A team of doctors from the College of Veterinary Medicine and Weill Cornell Medicine performed rare canine open-heart surgery to save Lucy, a 7-year-old yellow Labrador retriever.
A team including a Cornell researcher has developed a digital “virus” that could piggyback on contact-tracing apps and spread from smartphone to smartphone in real time, helping policymakers predict COVID-19 spread.
Karl Pillemer, an expert on older adults, predicts older people will increasingly stay in their own homes, rather than in nursing homes, as a result of the COVID-19 pandemic.
A Cornell study of the structure of SARS-CoV-2, the virus that causes COVID-19, reveals a unique feature that could explain why it is so transmissible between people.
More communities can protect their residents from water shutoffs, through oversight or publicly owned water utilities, according to a new policy research paper co-authored by Mildred Warner, professor of city and regional planning.
Doctoral students Sri Lakshmi Sravani Devarakonda and Cheyenne Peltier have been named winners of the 2019-20 Cornelia Ye Outstanding Teaching Assistant Award.

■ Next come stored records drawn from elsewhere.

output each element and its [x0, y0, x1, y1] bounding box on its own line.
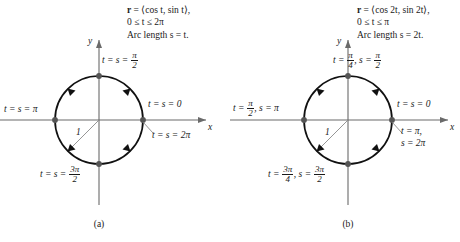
- direction-arrow-1: [68, 89, 76, 97]
- fraction-pi-over-2-left: π2: [247, 99, 254, 118]
- fraction-3pi-over-2: 3π2: [69, 165, 80, 184]
- radius-label: 1: [325, 127, 330, 138]
- label-point-right-0: t = s = 0: [148, 99, 181, 110]
- node-bottom: [345, 161, 351, 167]
- label-point-right-2pi: t = π,s = 2π: [401, 126, 425, 150]
- x-axis-label: x: [450, 122, 454, 133]
- y-axis-arrowhead: [345, 40, 351, 48]
- equation-block-a: r = ⟨cos t, sin t⟩, 0 ≤ t ≤ 2π Arc lengt…: [127, 4, 190, 41]
- node-left: [52, 117, 58, 123]
- radius-segment: [317, 120, 348, 151]
- label-point-right-0: t = s = 0: [397, 99, 430, 110]
- label-point-top: t = s = π2: [102, 51, 138, 70]
- label-point-bottom: t = s = 3π2: [40, 165, 81, 184]
- y-axis-arrowhead: [96, 40, 102, 48]
- direction-arrow-4: [123, 144, 131, 152]
- radius-segment: [68, 120, 99, 151]
- direction-arrow-2: [372, 89, 380, 97]
- fraction-3pi-over-4: 3π4: [282, 165, 293, 184]
- equation-line-1: r = ⟨cos t, sin t⟩,: [127, 4, 190, 16]
- y-axis-label: y: [337, 36, 341, 47]
- equation-line-2: 0 ≤ t ≤ π: [357, 16, 430, 28]
- equation-line-1: r = ⟨cos 2t, sin 2t⟩,: [357, 4, 430, 16]
- equation-line-3: Arc length s = t.: [127, 29, 190, 41]
- label-point-bottom: t = 3π4, s = 3π2: [268, 165, 325, 184]
- label-point-top: t = π4, s = π2: [333, 51, 381, 70]
- x-axis-arrowhead: [440, 117, 448, 123]
- label-point-right-2pi: t = s = 2π: [152, 130, 190, 141]
- figure-root: r = ⟨cos t, sin t⟩, 0 ≤ t ≤ 2π Arc lengt…: [0, 0, 460, 242]
- equation-line-1-rest: = ⟨cos 2t, sin 2t⟩,: [361, 5, 430, 15]
- fraction-pi-over-4: π4: [347, 51, 354, 70]
- x-axis-arrowhead: [198, 117, 206, 123]
- radius-label: 1: [76, 127, 81, 138]
- fraction-3pi-over-2: 3π2: [314, 165, 325, 184]
- equation-line-3: Arc length s = 2t.: [357, 29, 430, 41]
- node-left: [301, 117, 307, 123]
- equation-block-b: r = ⟨cos 2t, sin 2t⟩, 0 ≤ t ≤ π Arc leng…: [357, 4, 430, 41]
- node-top: [96, 73, 102, 79]
- label-point-left: t = π2, s = π: [233, 99, 279, 118]
- direction-arrow-1: [317, 89, 325, 97]
- panel-a: r = ⟨cos t, sin t⟩, 0 ≤ t ≤ 2π Arc lengt…: [0, 0, 230, 242]
- caption-a: (a): [79, 219, 119, 229]
- caption-b: (b): [328, 219, 368, 229]
- fraction-pi-over-2: π2: [131, 51, 138, 70]
- panel-b: r = ⟨cos 2t, sin 2t⟩, 0 ≤ t ≤ π Arc leng…: [230, 0, 460, 242]
- label-point-left: t = s = π: [4, 104, 37, 115]
- node-top: [345, 73, 351, 79]
- x-axis-label: x: [208, 122, 212, 133]
- direction-arrow-2: [123, 89, 131, 97]
- direction-arrow-4: [372, 144, 380, 152]
- equation-line-1-rest: = ⟨cos t, sin t⟩,: [131, 5, 190, 15]
- equation-line-2: 0 ≤ t ≤ 2π: [127, 16, 190, 28]
- panel-a-graphic: [0, 0, 230, 242]
- fraction-pi-over-2: π2: [374, 51, 381, 70]
- node-bottom: [96, 161, 102, 167]
- y-axis-label: y: [88, 36, 92, 47]
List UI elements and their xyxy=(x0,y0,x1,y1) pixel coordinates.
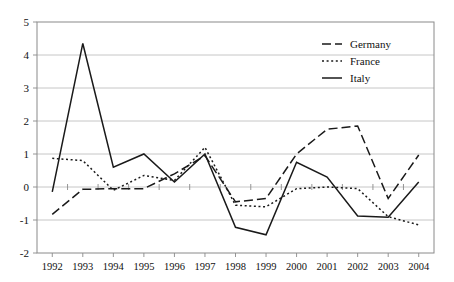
x-axis-tick-labels: 1992199319941995199619971998199920002001… xyxy=(42,261,430,272)
y-axis-ticks xyxy=(33,22,37,253)
y-tick-label: 5 xyxy=(24,16,30,28)
legend-label-germany: Germany xyxy=(350,38,391,50)
x-tick-label: 1993 xyxy=(72,261,93,272)
y-tick-label: 1 xyxy=(24,148,30,160)
y-tick-label: 0 xyxy=(24,181,30,193)
y-tick-label: 4 xyxy=(24,49,30,61)
x-tick-label: 1997 xyxy=(194,261,215,272)
y-tick-label: -2 xyxy=(20,247,29,259)
legend-label-italy: Italy xyxy=(350,72,371,84)
chart-canvas: 543210-1-2 19921993199419951996199719981… xyxy=(0,0,454,282)
x-axis-ticks xyxy=(52,184,418,257)
y-tick-label: 3 xyxy=(24,82,30,94)
y-tick-label: 2 xyxy=(24,115,30,127)
x-tick-label: 2003 xyxy=(378,261,399,272)
x-tick-label: 2001 xyxy=(317,261,338,272)
series-line-germany xyxy=(52,126,418,214)
chart-legend: GermanyFranceItaly xyxy=(322,38,391,84)
x-tick-label: 1995 xyxy=(133,261,154,272)
x-tick-label: 1999 xyxy=(256,261,277,272)
x-tick-label: 1998 xyxy=(225,261,246,272)
y-tick-label: -1 xyxy=(20,214,29,226)
x-tick-label: 2004 xyxy=(408,261,430,272)
gridlines xyxy=(37,55,434,220)
x-tick-label: 1996 xyxy=(164,261,185,272)
x-tick-label: 2002 xyxy=(347,261,368,272)
x-tick-label: 1994 xyxy=(103,261,125,272)
legend-label-france: France xyxy=(350,55,380,67)
x-tick-label: 2000 xyxy=(286,261,307,272)
y-axis-tick-labels: 543210-1-2 xyxy=(20,16,30,259)
line-chart: 543210-1-2 19921993199419951996199719981… xyxy=(0,0,454,282)
series-line-france xyxy=(52,147,418,225)
x-tick-label: 1992 xyxy=(42,261,63,272)
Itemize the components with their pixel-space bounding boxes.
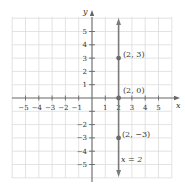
y-tick-label: 2	[83, 68, 87, 76]
y-tick-label: −2	[77, 121, 87, 129]
point-label: (2, 3)	[123, 50, 145, 59]
point-2-neg3	[116, 136, 121, 141]
coordinate-plane: x y −5 −4 −3 −2 −1 1 2 3 4 5 5 4 3 2 1 −…	[0, 0, 185, 184]
line-arrow-down-icon	[116, 170, 121, 177]
y-tick-label: 1	[83, 81, 87, 89]
y-tick-label: 5	[83, 28, 87, 36]
point-label: (2, 0)	[123, 86, 145, 95]
y-tick-label: 4	[83, 41, 88, 49]
y-tick-label: 3	[83, 55, 87, 63]
point-2-0	[116, 96, 121, 101]
point-label: (2, −3)	[122, 130, 150, 139]
x-tick-label: 5	[156, 104, 160, 112]
x-tick-label: −2	[58, 104, 68, 112]
point-2-3	[116, 56, 121, 61]
line-equation-label: x = 2	[121, 155, 142, 164]
line-arrow-up-icon	[116, 18, 121, 25]
x-tick-label: 3	[130, 104, 134, 112]
x-tick-label: −4	[32, 104, 43, 112]
x-axis-label: x	[176, 101, 181, 110]
x-tick-labels: −5 −4 −3 −2 −1 1 2 3 4 5	[18, 104, 160, 112]
y-axis-label: y	[82, 7, 88, 16]
y-axis-arrow-icon	[90, 10, 94, 16]
y-tick-label: −4	[77, 148, 88, 156]
x-tick-label: 4	[143, 104, 148, 112]
x-tick-label: −3	[45, 104, 55, 112]
y-tick-label: −5	[77, 161, 87, 169]
x-axis-arrow-icon	[174, 96, 180, 100]
x-tick-label: −5	[18, 104, 28, 112]
x-tick-label: 1	[103, 104, 107, 112]
axes	[12, 10, 180, 182]
x-tick-label: −1	[72, 104, 82, 112]
y-tick-label: −3	[77, 134, 87, 142]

William A. Jacobson, an expert in securities arbitration, says it’s tough to compare the current economic downturn to earlier ones, due to its health-related roots and wide-ranging scope.
A class of immune cells push themselves into an inflammatory state by producing large quantities of a serotonin-making enzyme, a finding that could inform future treatments for asthma and other allergic disorders.